The marketplace where lenders sell mortgages on office buildings, rental properties and other types of commercial real estate as securities has ground to a halt as traders try to figure out how to price in risk amid the coronavirus pandemic.
It’s gut check time for the commercial mortgage backed securities market — which saw nearly $100 billion of new issuances last year — after pricing got expensive quick last week.
“The CMBS market is shut down,” one mortgage broker told The Real Deal on Monday.
Most lenders sell all or a portion of the loans they issue on commercial properties into the CMBS market. Without an active crowd of investors to buy the bonds, lenders are pumping the brakes on writing new loans, sources said, which is holding up acquisitions and refinancings.
One indication of the volatility arose last week, when a syndicate of lenders led by Credit Suisse priced an $829 million package of mortgages at an interest rate of 3.6 percent, a filing with the Securities and Exchange Commission shows. That was 139 basis points over CMBS interest rate swaps, which was 40 basis points more expensive than the previous CMBS deal priced the week earlier.
“It’s very rare to see spreads widen by 40 basis points in one week,” said Catherine Liu, a spokesperson at the CMBS data firm Trepp.
“The last time we saw that was back during the oil rout of 2016,” she added, referring to a period four years ago when spreads blew out 50 to 100 basis points as global oil prices crashed.
Liu said there are now six CMBS deals waiting to get priced, but they’re being held up as sellers and buyers try to figure out pricing.
“There’s definitely a bit of a standstill,” she said.
Oil prices are once again tanking as demand for fuel falls off amid the coronavirus pandemic. Efforts to contain the spread of COVID-19 — such as the federal government’s travel bans, a quarantine for San Francisco, and decisions by New York City, Los Angeles and Chicago to order bars and restaurants closed — are exacerbating the oil rout.
The Federal Reserve on Sunday afternoon took a drastic step of lowering interest rates to near zero and committing $700 billion to keep markets for treasuries and mortgage backed securities churning.
But instead of instilling investors with confidence, it led to another crushing day for the markets, and with interest rates at zero, the Fed now has fewer tools to work with if things get worse.
The Dow Jones Industrial Average plummeted nearly 3,000 points on Monday for its largest drop since the 1987 “Black Monday” crash.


WHAT THIS TASK INVOLVES >> Transcribe all of the data exactly. Images stay out.

DATASET >>
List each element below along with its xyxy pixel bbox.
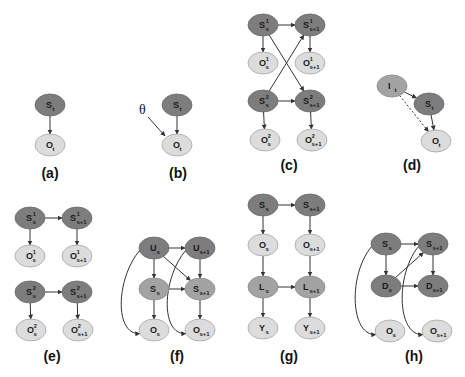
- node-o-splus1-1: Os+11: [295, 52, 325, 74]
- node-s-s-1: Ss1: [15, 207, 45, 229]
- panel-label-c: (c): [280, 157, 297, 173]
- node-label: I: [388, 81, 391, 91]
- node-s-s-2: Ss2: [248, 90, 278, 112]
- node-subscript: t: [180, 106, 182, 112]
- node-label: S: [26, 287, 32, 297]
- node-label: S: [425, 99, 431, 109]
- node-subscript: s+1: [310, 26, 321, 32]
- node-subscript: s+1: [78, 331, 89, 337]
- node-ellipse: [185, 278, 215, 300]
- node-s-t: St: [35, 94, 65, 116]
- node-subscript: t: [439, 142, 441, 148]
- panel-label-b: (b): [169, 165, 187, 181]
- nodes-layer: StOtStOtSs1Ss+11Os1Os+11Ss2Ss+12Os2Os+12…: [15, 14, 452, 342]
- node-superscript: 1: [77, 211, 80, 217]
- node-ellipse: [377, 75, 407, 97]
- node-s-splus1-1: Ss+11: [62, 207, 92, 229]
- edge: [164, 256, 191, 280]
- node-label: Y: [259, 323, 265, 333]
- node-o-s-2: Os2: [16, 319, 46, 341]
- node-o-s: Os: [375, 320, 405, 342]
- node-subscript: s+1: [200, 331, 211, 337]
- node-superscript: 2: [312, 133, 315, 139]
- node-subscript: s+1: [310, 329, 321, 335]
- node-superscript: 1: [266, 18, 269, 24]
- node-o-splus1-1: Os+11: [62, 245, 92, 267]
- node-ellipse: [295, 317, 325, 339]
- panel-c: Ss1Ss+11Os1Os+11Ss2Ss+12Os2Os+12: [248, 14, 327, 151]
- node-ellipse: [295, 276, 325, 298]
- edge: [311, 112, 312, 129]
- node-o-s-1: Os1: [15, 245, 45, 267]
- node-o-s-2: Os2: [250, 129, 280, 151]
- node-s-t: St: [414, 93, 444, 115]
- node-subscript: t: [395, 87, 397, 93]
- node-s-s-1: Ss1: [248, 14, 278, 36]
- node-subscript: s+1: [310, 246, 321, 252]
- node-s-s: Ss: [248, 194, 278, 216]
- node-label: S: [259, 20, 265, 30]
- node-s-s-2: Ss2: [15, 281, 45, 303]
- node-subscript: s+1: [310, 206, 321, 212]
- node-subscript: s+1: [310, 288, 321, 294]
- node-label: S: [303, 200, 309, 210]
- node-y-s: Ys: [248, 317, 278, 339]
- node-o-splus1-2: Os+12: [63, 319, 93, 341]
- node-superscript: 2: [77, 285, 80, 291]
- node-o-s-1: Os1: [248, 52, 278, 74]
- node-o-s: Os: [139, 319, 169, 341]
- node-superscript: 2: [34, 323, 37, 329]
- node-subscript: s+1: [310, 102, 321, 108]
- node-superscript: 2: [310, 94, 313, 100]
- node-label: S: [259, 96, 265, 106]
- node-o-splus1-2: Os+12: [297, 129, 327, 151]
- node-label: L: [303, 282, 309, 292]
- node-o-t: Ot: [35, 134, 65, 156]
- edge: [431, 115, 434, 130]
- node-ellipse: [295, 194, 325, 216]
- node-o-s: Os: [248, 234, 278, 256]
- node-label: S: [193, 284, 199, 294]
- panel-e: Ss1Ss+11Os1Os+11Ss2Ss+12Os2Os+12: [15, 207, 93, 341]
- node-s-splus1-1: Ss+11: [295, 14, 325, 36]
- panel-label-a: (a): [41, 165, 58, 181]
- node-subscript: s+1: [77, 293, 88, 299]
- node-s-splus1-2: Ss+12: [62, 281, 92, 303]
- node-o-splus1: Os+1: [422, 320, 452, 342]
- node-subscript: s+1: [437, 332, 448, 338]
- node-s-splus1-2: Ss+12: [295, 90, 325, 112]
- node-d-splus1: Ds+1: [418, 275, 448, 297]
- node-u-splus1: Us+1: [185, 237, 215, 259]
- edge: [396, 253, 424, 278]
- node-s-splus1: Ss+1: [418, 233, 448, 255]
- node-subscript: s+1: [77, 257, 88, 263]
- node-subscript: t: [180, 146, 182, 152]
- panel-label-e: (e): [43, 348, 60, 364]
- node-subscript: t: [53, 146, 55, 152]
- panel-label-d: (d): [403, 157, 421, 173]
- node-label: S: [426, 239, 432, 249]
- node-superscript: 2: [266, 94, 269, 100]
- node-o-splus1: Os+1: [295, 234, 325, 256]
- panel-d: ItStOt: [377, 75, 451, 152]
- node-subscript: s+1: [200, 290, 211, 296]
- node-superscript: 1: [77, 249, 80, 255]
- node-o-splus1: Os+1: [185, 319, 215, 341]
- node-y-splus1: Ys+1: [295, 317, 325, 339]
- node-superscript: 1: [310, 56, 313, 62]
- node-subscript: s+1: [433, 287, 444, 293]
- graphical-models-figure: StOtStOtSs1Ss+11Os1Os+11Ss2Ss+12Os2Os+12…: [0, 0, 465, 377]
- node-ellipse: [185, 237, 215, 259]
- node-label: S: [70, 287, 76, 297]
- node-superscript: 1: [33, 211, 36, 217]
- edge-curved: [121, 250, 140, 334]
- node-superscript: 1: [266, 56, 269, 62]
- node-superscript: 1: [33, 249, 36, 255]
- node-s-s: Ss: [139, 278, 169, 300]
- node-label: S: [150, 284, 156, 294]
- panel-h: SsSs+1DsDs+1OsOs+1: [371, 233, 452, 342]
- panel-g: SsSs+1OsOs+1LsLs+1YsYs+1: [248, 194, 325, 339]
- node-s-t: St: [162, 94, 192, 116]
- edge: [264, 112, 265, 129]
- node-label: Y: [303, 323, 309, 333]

THE ANSWER >>
List each element below along with its xyxy pixel bbox.
- node-o-splus1-1: Os+11: [295, 52, 325, 74]
- node-s-s-1: Ss1: [15, 207, 45, 229]
- panel-label-c: (c): [280, 157, 297, 173]
- node-label: I: [388, 81, 391, 91]
- node-s-s-2: Ss2: [248, 90, 278, 112]
- node-subscript: t: [180, 106, 182, 112]
- node-label: S: [26, 287, 32, 297]
- node-label: S: [425, 99, 431, 109]
- node-subscript: s+1: [310, 26, 321, 32]
- node-subscript: s+1: [78, 331, 89, 337]
- node-ellipse: [185, 278, 215, 300]
- node-s-t: St: [35, 94, 65, 116]
- node-subscript: t: [439, 142, 441, 148]
- panel-label-b: (b): [169, 165, 187, 181]
- nodes-layer: StOtStOtSs1Ss+11Os1Os+11Ss2Ss+12Os2Os+12…: [15, 14, 452, 342]
- node-superscript: 1: [77, 211, 80, 217]
- node-ellipse: [377, 75, 407, 97]
- node-s-splus1-1: Ss+11: [62, 207, 92, 229]
- edge: [164, 256, 191, 280]
- node-label: Y: [259, 323, 265, 333]
- node-o-s-2: Os2: [16, 319, 46, 341]
- node-o-s: Os: [375, 320, 405, 342]
- node-subscript: s+1: [200, 331, 211, 337]
- node-superscript: 2: [312, 133, 315, 139]
- node-subscript: s+1: [310, 329, 321, 335]
- node-superscript: 1: [266, 18, 269, 24]
- node-o-splus1-1: Os+11: [62, 245, 92, 267]
- node-ellipse: [295, 317, 325, 339]
- panel-c: Ss1Ss+11Os1Os+11Ss2Ss+12Os2Os+12: [248, 14, 327, 151]
- node-ellipse: [295, 276, 325, 298]
- edge: [311, 112, 312, 129]
- node-o-s-1: Os1: [15, 245, 45, 267]
- node-o-s-2: Os2: [250, 129, 280, 151]
- node-s-t: St: [414, 93, 444, 115]
- node-subscript: t: [395, 87, 397, 93]
- node-s-s-1: Ss1: [248, 14, 278, 36]
- node-subscript: s+1: [310, 246, 321, 252]
- node-s-s: Ss: [248, 194, 278, 216]
- node-label: S: [259, 20, 265, 30]
- node-s-s-2: Ss2: [15, 281, 45, 303]
- node-subscript: s+1: [310, 206, 321, 212]
- node-subscript: s+1: [310, 288, 321, 294]
- node-label: S: [303, 200, 309, 210]
- node-y-s: Ys: [248, 317, 278, 339]
- node-o-splus1-2: Os+12: [63, 319, 93, 341]
- node-superscript: 2: [77, 285, 80, 291]
- node-o-s-1: Os1: [248, 52, 278, 74]
- node-o-s: Os: [139, 319, 169, 341]
- node-superscript: 2: [34, 323, 37, 329]
- node-subscript: s+1: [310, 102, 321, 108]
- node-superscript: 2: [310, 94, 313, 100]
- node-label: S: [259, 96, 265, 106]
- node-o-splus1-2: Os+12: [297, 129, 327, 151]
- node-label: L: [303, 282, 309, 292]
- node-o-t: Ot: [35, 134, 65, 156]
- edge: [431, 115, 434, 130]
- node-ellipse: [295, 194, 325, 216]
- node-o-s: Os: [248, 234, 278, 256]
- node-label: S: [193, 284, 199, 294]
- panel-e: Ss1Ss+11Os1Os+11Ss2Ss+12Os2Os+12: [15, 207, 93, 341]
- node-s-splus1-1: Ss+11: [295, 14, 325, 36]
- panel-label-a: (a): [41, 165, 58, 181]
- node-subscript: s+1: [77, 293, 88, 299]
- node-s-splus1-2: Ss+12: [62, 281, 92, 303]
- node-o-splus1: Os+1: [422, 320, 452, 342]
- node-subscript: s+1: [437, 332, 448, 338]
- node-s-splus1-2: Ss+12: [295, 90, 325, 112]
- node-d-splus1: Ds+1: [418, 275, 448, 297]
- node-u-splus1: Us+1: [185, 237, 215, 259]
- edge: [396, 253, 424, 278]
- node-s-splus1: Ss+1: [418, 233, 448, 255]
- node-subscript: s+1: [77, 257, 88, 263]
- node-subscript: t: [180, 146, 182, 152]
- panel-label-e: (e): [43, 348, 60, 364]
- node-subscript: t: [53, 146, 55, 152]
- panel-label-d: (d): [403, 157, 421, 173]
- node-label: S: [426, 239, 432, 249]
- node-superscript: 2: [266, 94, 269, 100]
- node-o-splus1: Os+1: [295, 234, 325, 256]
- panel-d: ItStOt: [377, 75, 451, 152]
- node-subscript: s+1: [200, 290, 211, 296]
- node-superscript: 1: [77, 249, 80, 255]
- node-o-splus1: Os+1: [185, 319, 215, 341]
- node-y-splus1: Ys+1: [295, 317, 325, 339]
- node-superscript: 1: [310, 56, 313, 62]
- node-subscript: s+1: [433, 287, 444, 293]
- graphical-models-figure: StOtStOtSs1Ss+11Os1Os+11Ss2Ss+12Os2Os+12…: [0, 0, 465, 377]
- node-ellipse: [185, 237, 215, 259]
- node-label: S: [70, 287, 76, 297]
- node-superscript: 1: [33, 211, 36, 217]
- edge-curved: [121, 250, 140, 334]
- node-superscript: 1: [266, 56, 269, 62]
- node-superscript: 1: [33, 249, 36, 255]
- node-s-s: Ss: [139, 278, 169, 300]
- node-label: S: [150, 284, 156, 294]
- panel-h: SsSs+1DsDs+1OsOs+1: [371, 233, 452, 342]
- panel-g: SsSs+1OsOs+1LsLs+1YsYs+1: [248, 194, 325, 339]
- node-s-t: St: [162, 94, 192, 116]
- edge: [264, 112, 265, 129]
- node-label: Y: [303, 323, 309, 333]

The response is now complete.